How Proactive Career Moves Are Better Than Defensive Ones

Following up on my previous post ‘How Most Executives’ Should Plan For a Second Career after Age 45‘, I would like to share my experience and view on how a proactive career move at that stage is better than a defensive move – and thus, why it is so important to anticipate the ceiling of corporate career.

When placed in a defensive situation, i.e. having been terminated forcefully from an existing position, the executive often has some benefits in the form of termination premium which can sometimes be sizable. However, it is often not sufficient for the following reasons:

  • the executive’s personal finances are not adapted to the new career path with a high running expenditure flow, and often he does not have sufficient reserves to experiment with a new career keeping calm about the time it takes to build something new
  • if not anticipated, the time to change one’s mindset can be very long, in particular if it only happens if the executive spends too much time trying to find an equivalent corporate position and only considers a new career after a long time. This strains the cash situation

Therefore it is essential that executives take a proactive career change approach as soon as they identify that their corporate career seems to approach a potential ceiling. Proactive planning can even involve taking active action in parallel to the executive role, and even negotiate a mutually beneficial severance package with the corporate employer, leveraging on possible social benefits.

I can only recommend executives to consider proactively their second career early enough. Once awareness sets in, their dynamism will do the rest – still it takes time for awareness to set in and mindsets to change.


- _PROBLEM TO WORK ON_
Pull every line holding the word "Lifespan" out of the data and copy it.

- _AVAILABLE DATA_
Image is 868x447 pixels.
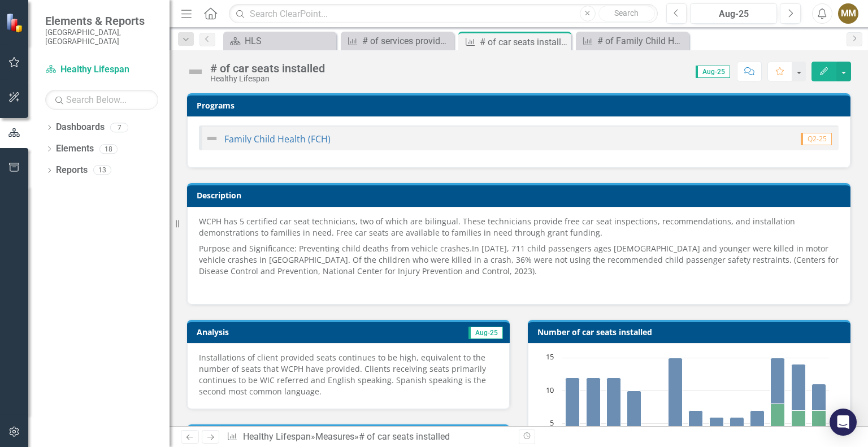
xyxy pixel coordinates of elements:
[771,358,785,404] path: Jun-25, 7. WCPH Provided.
[56,164,87,177] a: Reports
[566,378,580,443] path: Aug-24, 10. WCPH Provided.
[6,13,25,33] img: ClearPoint Strategy
[197,101,845,110] h3: Programs
[812,384,826,411] path: Aug-25, 4. WCPH Provided.
[243,431,311,442] a: Healthy Lifespan
[315,431,354,442] a: Measures
[480,35,569,49] div: # of car seats installed
[199,352,498,397] p: Installations of client provided seats continues to be high, equivalent to the number of seats th...
[226,34,333,48] a: HLS
[546,351,554,361] text: 15
[199,216,795,238] span: WCPH has 5 certified car seat technicians, two of which are bilingual. These technicians provide ...
[56,121,104,134] a: Dashboards
[550,418,554,428] text: 5
[838,4,859,23] button: MM
[199,243,472,253] span: Purpose and Significance: Preventing child deaths from vehicle crashes.
[197,191,845,199] h3: Description
[538,328,845,336] h3: Number of car seats installed
[801,133,832,145] span: Q2-25
[694,8,774,21] div: Aug-25
[468,327,503,339] span: Aug-25
[110,123,129,132] div: 7
[546,385,554,395] text: 10
[359,431,450,442] div: # of car seats installed
[199,241,839,279] p: In [DATE], 711 child passengers ages [DEMOGRAPHIC_DATA] and younger were killed in motor vehicle ...
[597,34,686,48] div: # of Family Child Health (FCH) clients
[100,144,117,154] div: 18
[229,4,657,23] input: Search ClearPoint...
[197,328,343,336] h3: Analysis
[599,6,655,22] button: Search
[730,418,744,443] path: Apr-25, 4. WCPH Provided.
[205,131,219,145] img: Not Defined
[690,4,777,23] button: Aug-25
[210,74,325,83] div: Healthy Lifespan
[614,8,639,18] span: Search
[227,431,511,443] div: » »
[607,378,622,437] path: Oct-24, 9. WCPH Provided.
[224,133,330,145] a: Family Child Health (FCH)
[830,408,857,436] div: Open Intercom Messenger
[792,364,806,411] path: Jul-25, 7. WCPH Provided.
[668,358,683,443] path: Jan-25, 13. WCPH Provided.
[344,34,451,48] a: # of services provided to FCH clients
[187,63,205,81] img: Not Defined
[45,14,158,28] span: Elements & Reports
[93,165,112,175] div: 13
[56,143,94,155] a: Elements
[245,34,333,48] div: HLS
[696,66,730,78] span: Aug-25
[579,34,686,48] a: # of Family Child Health (FCH) clients
[210,62,325,74] div: # of car seats installed
[45,90,158,110] input: Search Below...
[45,28,158,46] small: [GEOGRAPHIC_DATA], [GEOGRAPHIC_DATA]
[45,63,158,76] a: Healthy Lifespan
[362,34,451,48] div: # of services provided to FCH clients
[751,411,765,437] path: May-25, 4. WCPH Provided.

- _RESPONSE TO THE EXERCISE_
[243,431,311,442] a: Healthy Lifespan
[210,74,325,83] div: Healthy Lifespan
[45,63,158,76] a: Healthy Lifespan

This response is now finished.